HL7 OUL_R22 Specimen-Oriented Observation
OUL_R22 is an unsolicited laboratory observation message organized around specimens. Where ORU_R01 tends to read patient, order, observation, OUL_R22 makes the specimen the central repeating group and then places orders, observations, containers, and instrument-oriented detail beneath it.
This shape is useful in lab automation, microbiology, specimen processing, and instrument workflows where the specimen and container identity are as important as the order number. If you need to know which tube, aliquot, isolate, or container produced a result, OUL_R22 gives that detail a cleaner structure.
A small OUL specimen result example
What systems do with it
The sender is often a LIS, automation middleware, analyzer manager, or lab integration engine. The receiver may be another LIS, EHR, repository, public health system, or downstream analytics system. The receiver files results while preserving specimen and container identity.
That preservation is the point. If the receiving system only files "sodium 139" and discards the specimen/container trail, it may be losing the exact information that made OUL the right message in the first place.
How to read the structure
The message has optional patient and visit groups, then a required repeating specimen group. SPM identifies the specimen. Container groups under it use SAC and sometimes inventory detail. The order group contains OBR, optional ORC, timing, notes, observation groups, and clinical trial identifiers.
Observation groups under the order carry OBX, with optional TCD, SID, and NTE. Those extra segments are not decorative in automation-heavy labs; they can explain test code detail, substance identity, and comments tied to the observation.
Implementation traps
Do not convert OUL_R22 to ORU_R01 by throwing away SPM and SAC unless the receiver truly cannot store them. A lossy conversion may pass validation while losing traceability. If you must map to ORU, document where specimen ID, type, collection time, container ID, and instrument notes land.
Also watch grouping. In OUL, the order sits under the specimen. That is different from ORU, where specimen is often subordinate to the order. Mapping between the two requires care when one specimen supports multiple orders or one order has multiple specimens.
Reference notes
HL7 and local generated structures describe OUL_R22 as the unsolicited specimen-oriented observation message. Public lab-ordering discussions describe OUL variants as common responses for laboratory order workflows when specimen, order, and observation orientation matters.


• [Work order] Lines below containing the word "PARVORDER" should be copied out.

--- --- ---

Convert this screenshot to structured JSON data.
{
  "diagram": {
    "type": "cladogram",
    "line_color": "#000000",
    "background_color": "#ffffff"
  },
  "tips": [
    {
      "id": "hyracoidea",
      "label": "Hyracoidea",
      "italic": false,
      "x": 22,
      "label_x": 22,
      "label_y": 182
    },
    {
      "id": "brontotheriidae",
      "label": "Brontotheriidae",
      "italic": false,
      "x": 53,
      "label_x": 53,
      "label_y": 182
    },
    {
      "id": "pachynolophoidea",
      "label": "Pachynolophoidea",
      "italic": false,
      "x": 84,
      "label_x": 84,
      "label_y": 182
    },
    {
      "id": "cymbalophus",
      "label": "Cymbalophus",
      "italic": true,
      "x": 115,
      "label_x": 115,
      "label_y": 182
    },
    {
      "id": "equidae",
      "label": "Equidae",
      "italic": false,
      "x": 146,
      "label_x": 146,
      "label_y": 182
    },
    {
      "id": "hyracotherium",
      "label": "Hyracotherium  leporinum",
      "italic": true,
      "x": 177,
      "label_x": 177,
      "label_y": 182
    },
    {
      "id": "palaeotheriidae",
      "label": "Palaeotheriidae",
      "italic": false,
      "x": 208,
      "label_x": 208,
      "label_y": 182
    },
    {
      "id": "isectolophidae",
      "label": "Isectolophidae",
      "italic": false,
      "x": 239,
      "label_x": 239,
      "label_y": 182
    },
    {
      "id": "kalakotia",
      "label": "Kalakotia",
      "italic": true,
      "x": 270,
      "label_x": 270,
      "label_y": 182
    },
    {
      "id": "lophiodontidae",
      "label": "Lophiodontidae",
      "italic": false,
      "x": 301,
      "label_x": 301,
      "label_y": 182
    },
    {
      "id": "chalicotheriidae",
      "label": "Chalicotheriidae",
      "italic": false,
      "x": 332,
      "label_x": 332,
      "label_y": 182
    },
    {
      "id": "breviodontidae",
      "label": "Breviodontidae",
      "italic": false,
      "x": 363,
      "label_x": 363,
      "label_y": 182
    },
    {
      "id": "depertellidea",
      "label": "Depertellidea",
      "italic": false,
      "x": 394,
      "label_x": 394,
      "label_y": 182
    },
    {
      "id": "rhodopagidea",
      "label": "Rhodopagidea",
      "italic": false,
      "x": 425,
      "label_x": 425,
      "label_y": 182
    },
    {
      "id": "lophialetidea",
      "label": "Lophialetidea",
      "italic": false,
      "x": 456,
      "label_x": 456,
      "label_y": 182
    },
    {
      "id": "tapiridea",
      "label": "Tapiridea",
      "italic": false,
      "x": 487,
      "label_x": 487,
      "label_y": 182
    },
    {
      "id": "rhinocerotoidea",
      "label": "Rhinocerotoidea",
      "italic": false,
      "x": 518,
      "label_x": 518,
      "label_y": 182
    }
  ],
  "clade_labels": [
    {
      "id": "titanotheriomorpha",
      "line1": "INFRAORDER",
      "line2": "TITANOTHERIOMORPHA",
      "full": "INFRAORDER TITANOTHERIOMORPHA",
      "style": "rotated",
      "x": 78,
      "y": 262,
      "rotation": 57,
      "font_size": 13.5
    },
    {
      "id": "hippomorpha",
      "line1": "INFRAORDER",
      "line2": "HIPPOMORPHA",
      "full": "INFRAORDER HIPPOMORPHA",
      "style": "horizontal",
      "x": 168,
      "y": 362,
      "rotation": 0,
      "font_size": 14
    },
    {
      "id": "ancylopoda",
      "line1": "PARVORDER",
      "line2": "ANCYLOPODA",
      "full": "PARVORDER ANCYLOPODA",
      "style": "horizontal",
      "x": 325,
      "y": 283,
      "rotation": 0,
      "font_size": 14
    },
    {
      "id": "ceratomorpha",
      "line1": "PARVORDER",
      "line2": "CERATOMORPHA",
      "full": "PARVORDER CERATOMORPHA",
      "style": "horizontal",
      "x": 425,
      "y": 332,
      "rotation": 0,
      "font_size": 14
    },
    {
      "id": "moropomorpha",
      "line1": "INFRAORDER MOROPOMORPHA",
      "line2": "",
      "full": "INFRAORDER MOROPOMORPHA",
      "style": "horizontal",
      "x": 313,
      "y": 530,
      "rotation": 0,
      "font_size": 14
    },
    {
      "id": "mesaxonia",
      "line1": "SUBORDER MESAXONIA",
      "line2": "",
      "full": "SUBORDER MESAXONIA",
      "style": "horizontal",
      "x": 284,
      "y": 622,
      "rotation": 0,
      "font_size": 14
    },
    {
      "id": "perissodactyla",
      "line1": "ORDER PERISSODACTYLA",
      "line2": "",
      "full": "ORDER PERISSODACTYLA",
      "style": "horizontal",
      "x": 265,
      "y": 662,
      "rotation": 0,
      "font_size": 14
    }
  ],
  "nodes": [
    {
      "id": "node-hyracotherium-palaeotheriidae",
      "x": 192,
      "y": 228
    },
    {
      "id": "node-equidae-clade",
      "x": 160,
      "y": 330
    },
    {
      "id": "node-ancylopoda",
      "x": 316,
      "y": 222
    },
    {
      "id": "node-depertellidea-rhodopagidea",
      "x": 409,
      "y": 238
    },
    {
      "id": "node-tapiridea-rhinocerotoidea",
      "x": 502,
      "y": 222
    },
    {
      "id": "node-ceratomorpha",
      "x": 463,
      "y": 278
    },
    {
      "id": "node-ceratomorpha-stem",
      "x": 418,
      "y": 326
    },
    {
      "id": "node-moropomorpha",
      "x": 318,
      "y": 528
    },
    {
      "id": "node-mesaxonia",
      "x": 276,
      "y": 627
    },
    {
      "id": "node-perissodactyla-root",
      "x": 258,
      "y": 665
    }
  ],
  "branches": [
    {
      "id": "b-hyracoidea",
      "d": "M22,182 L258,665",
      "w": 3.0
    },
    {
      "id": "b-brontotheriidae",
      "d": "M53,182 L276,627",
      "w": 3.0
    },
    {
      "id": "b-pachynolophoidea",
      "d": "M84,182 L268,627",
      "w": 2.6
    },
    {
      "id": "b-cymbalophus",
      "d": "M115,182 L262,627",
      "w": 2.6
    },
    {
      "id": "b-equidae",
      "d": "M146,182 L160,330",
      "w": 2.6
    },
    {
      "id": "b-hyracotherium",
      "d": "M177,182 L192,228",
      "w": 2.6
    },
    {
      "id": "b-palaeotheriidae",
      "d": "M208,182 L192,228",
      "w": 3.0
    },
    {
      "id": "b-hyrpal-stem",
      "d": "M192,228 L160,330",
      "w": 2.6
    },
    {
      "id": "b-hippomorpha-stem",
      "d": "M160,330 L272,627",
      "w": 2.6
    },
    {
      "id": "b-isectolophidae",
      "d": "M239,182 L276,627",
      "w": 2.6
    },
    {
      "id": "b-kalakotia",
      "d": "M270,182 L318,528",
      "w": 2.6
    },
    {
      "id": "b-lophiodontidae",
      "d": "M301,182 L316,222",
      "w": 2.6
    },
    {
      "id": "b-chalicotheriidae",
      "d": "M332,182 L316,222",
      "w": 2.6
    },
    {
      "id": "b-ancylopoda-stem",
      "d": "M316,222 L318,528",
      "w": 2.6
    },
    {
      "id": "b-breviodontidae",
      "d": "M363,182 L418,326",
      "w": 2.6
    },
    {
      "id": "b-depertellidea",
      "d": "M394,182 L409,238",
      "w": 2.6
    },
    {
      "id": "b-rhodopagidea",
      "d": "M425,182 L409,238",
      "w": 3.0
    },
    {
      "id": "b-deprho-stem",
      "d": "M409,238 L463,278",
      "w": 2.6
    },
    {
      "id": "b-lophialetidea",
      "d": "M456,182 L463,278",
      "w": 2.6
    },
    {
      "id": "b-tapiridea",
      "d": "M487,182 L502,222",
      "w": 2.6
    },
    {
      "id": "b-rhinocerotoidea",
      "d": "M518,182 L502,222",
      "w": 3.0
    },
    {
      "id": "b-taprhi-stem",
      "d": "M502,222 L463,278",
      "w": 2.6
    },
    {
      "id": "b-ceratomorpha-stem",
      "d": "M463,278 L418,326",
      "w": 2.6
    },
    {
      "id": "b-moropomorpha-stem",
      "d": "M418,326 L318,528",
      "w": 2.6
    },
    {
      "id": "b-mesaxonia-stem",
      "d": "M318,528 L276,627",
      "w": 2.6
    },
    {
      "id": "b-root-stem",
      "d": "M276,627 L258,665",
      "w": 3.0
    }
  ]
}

--- --- ---

• [Response for this exercise]
      "line1": "PARVORDER",
      "full": "PARVORDER ANCYLOPODA",
      "line1": "PARVORDER",
      "full": "PARVORDER CERATOMORPHA",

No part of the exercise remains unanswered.